== Problem ==
From the material below, return exactly the lines starting at the one that holds "The width and height of the screenshot is (1805, 1015)." and ending at the one that holds "Task: Click on the Contact". Pictures stay out of the answer.

=== Begin Enclosure ===

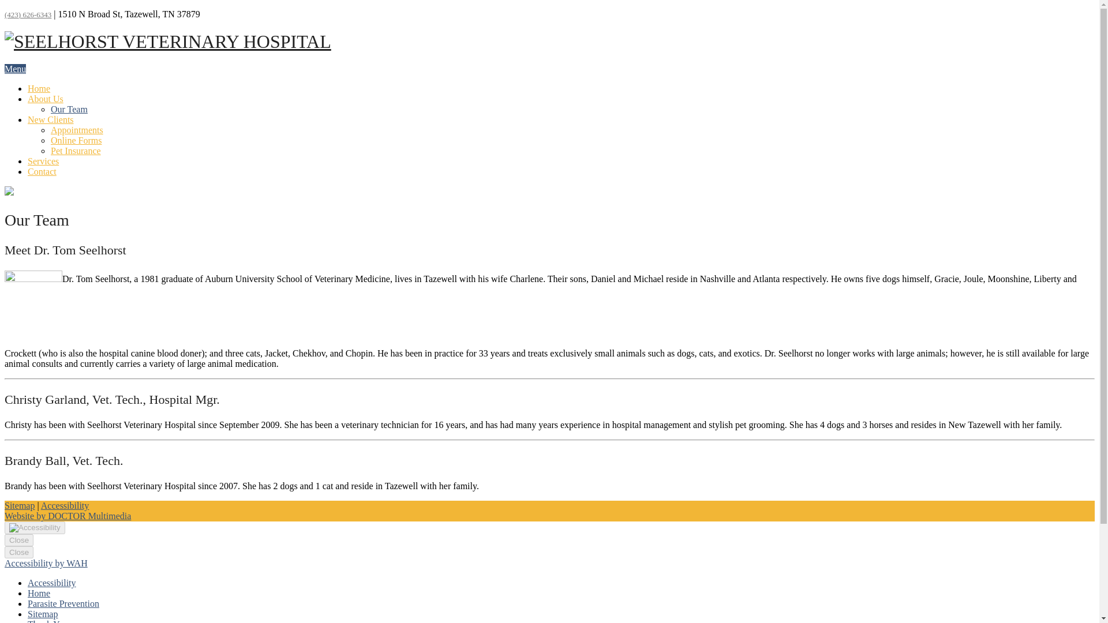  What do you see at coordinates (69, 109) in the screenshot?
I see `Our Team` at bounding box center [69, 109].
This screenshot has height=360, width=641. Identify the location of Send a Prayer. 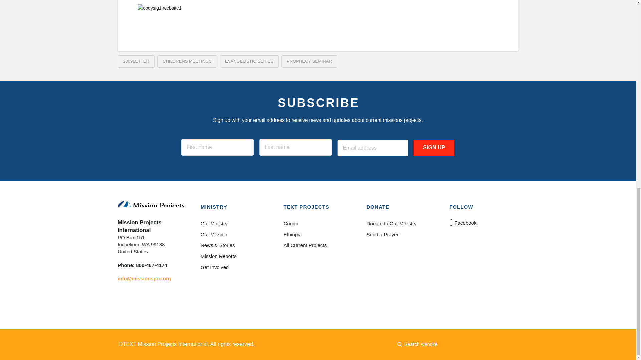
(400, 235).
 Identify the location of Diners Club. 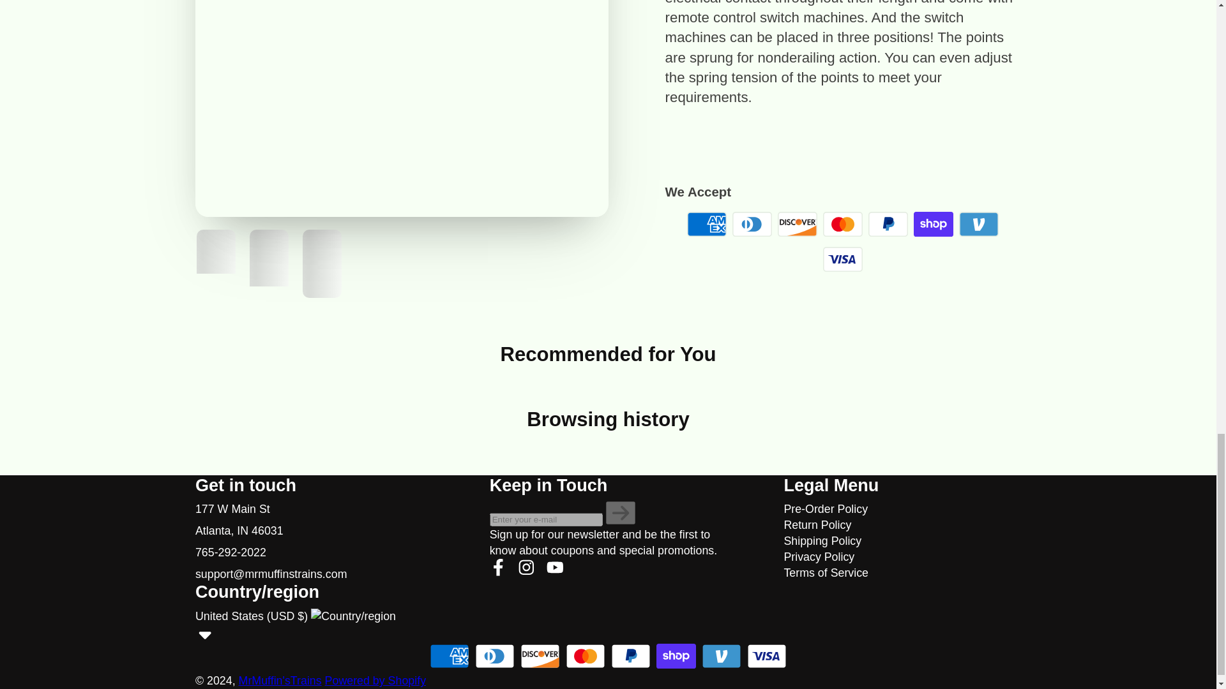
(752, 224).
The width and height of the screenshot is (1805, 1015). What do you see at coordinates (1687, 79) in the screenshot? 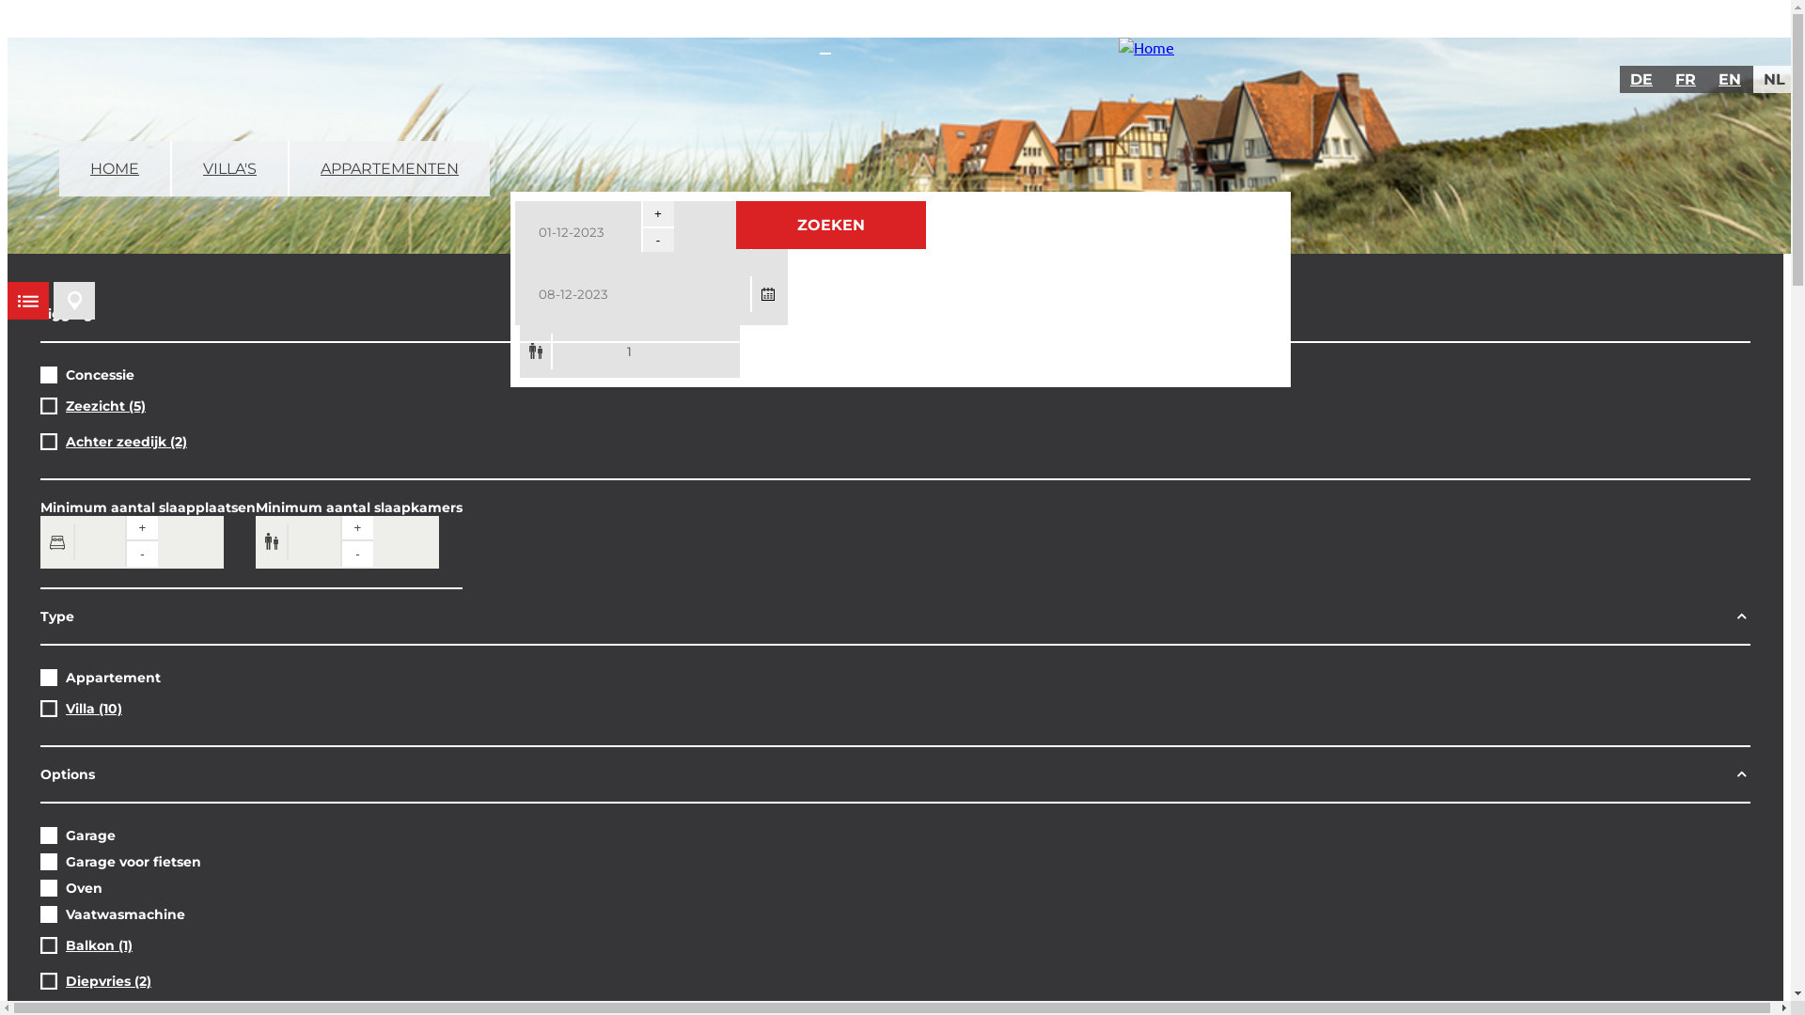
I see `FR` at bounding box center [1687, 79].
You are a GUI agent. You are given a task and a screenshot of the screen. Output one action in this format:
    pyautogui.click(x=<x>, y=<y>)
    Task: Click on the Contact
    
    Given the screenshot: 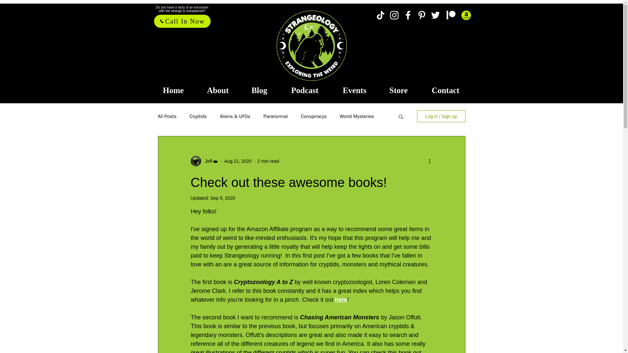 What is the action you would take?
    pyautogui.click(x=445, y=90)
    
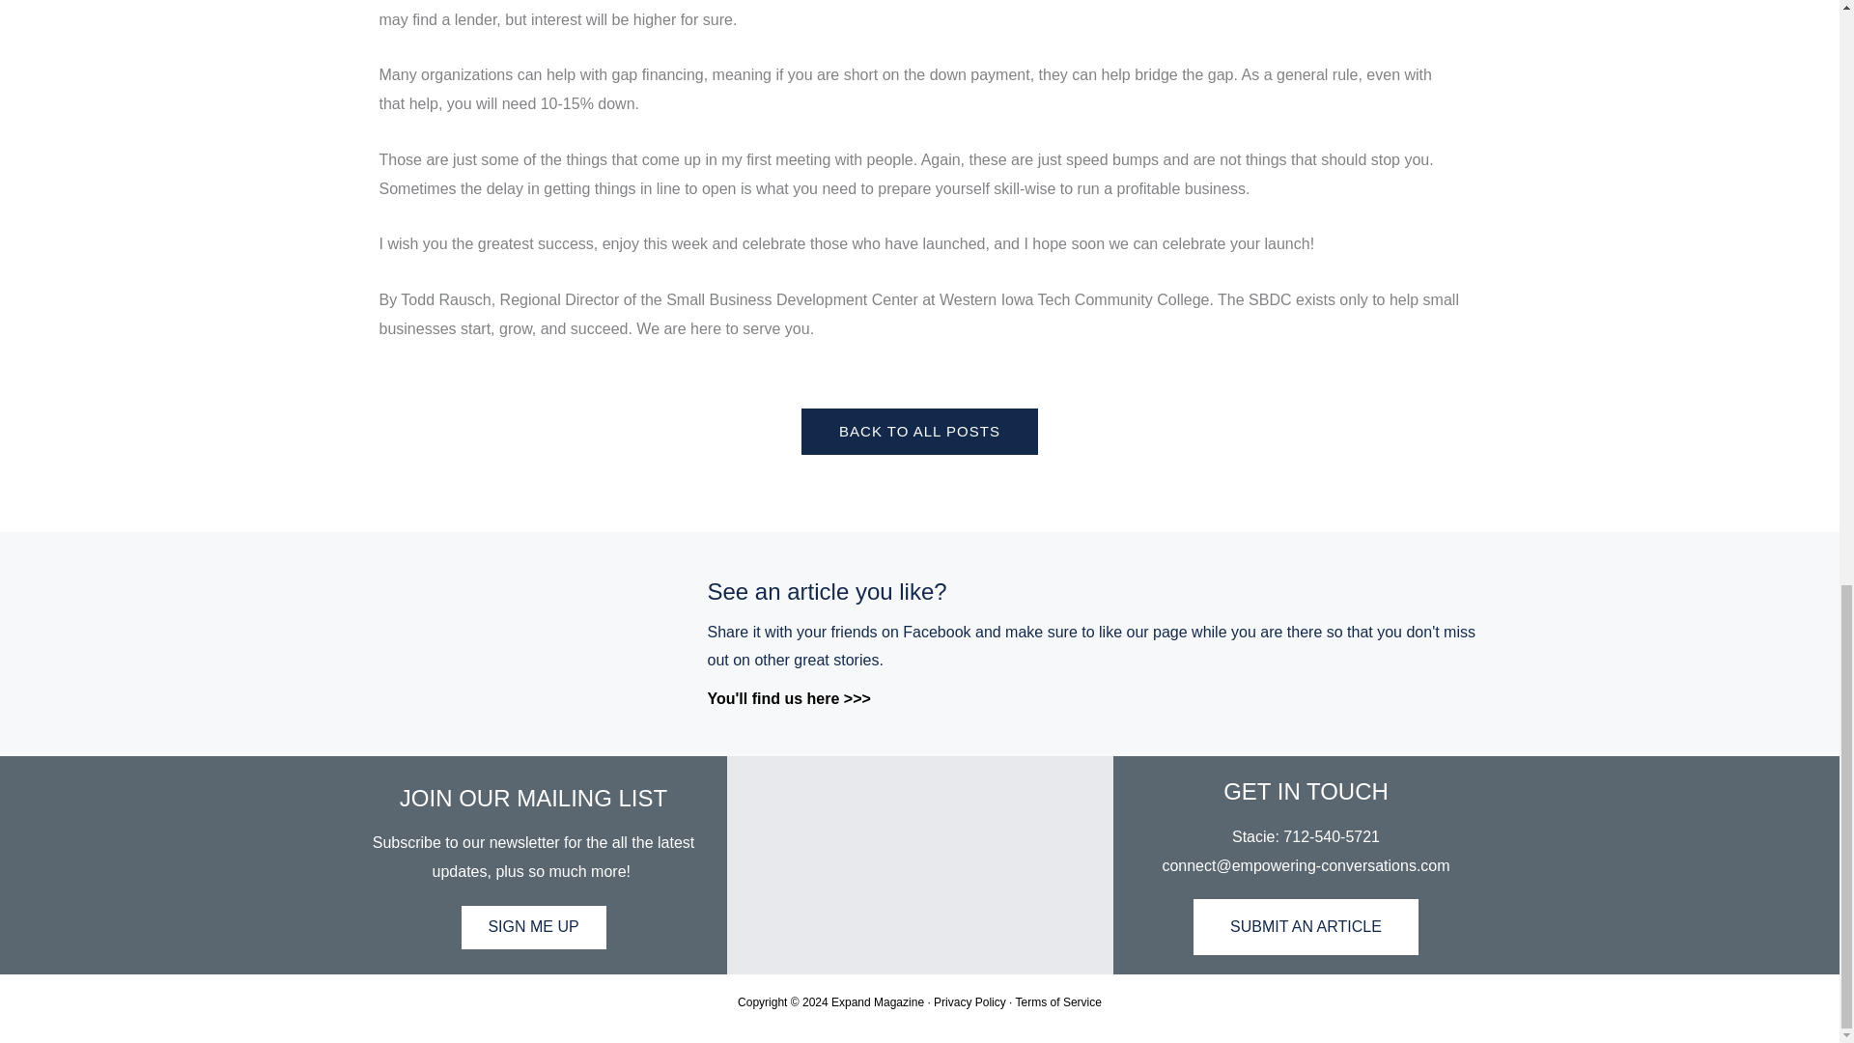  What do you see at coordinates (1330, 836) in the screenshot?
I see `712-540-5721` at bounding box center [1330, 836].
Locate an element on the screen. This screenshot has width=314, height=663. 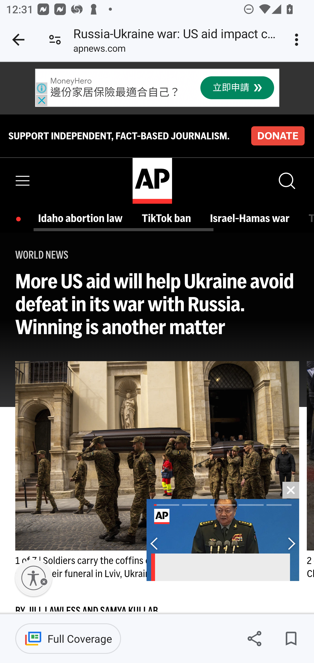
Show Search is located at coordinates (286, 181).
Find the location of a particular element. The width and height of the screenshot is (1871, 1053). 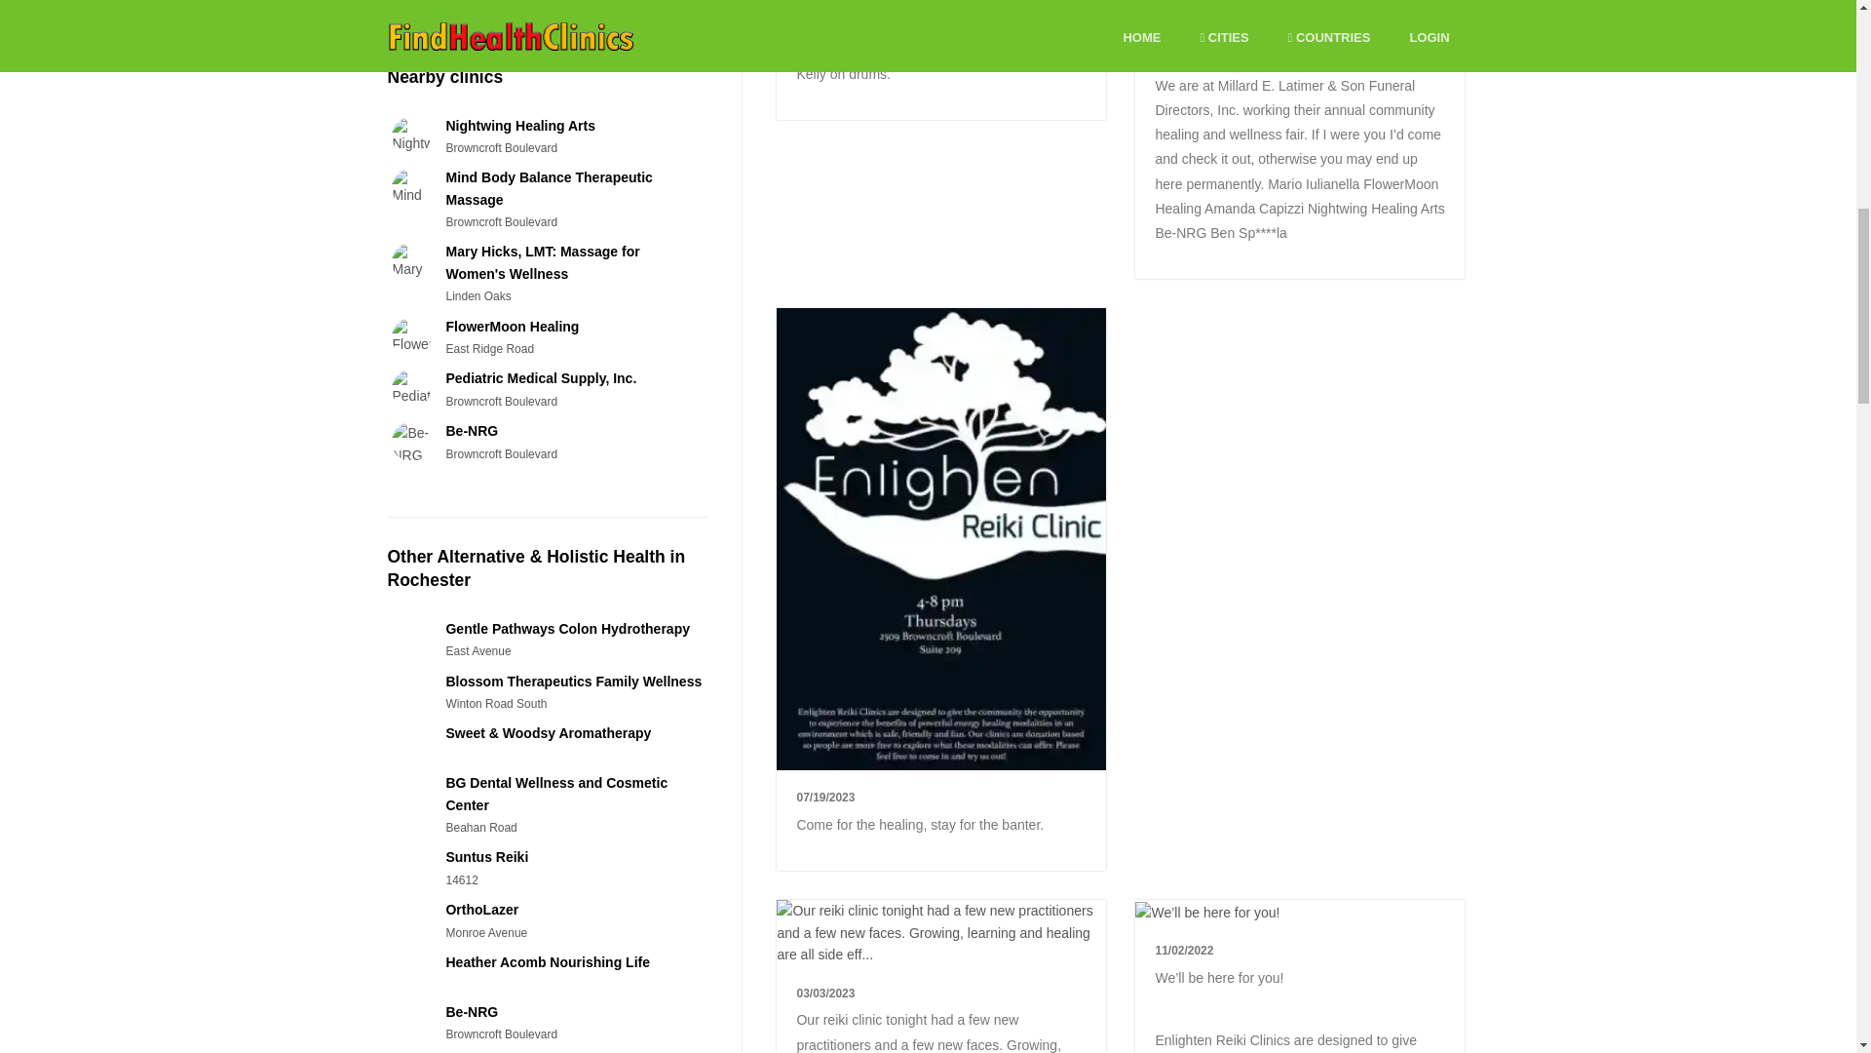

=== End Enclosure ===

== Exercise output ==
The width and height of the screenshot is (1805, 1015). What do you see at coordinates (1687, 79) in the screenshot? 
I see `FR` at bounding box center [1687, 79].
You are a GUI agent. You are given a task and a screenshot of the screen. Output one action in this format:
    pyautogui.click(x=<x>, y=<y>)
    Task: Click on the Contact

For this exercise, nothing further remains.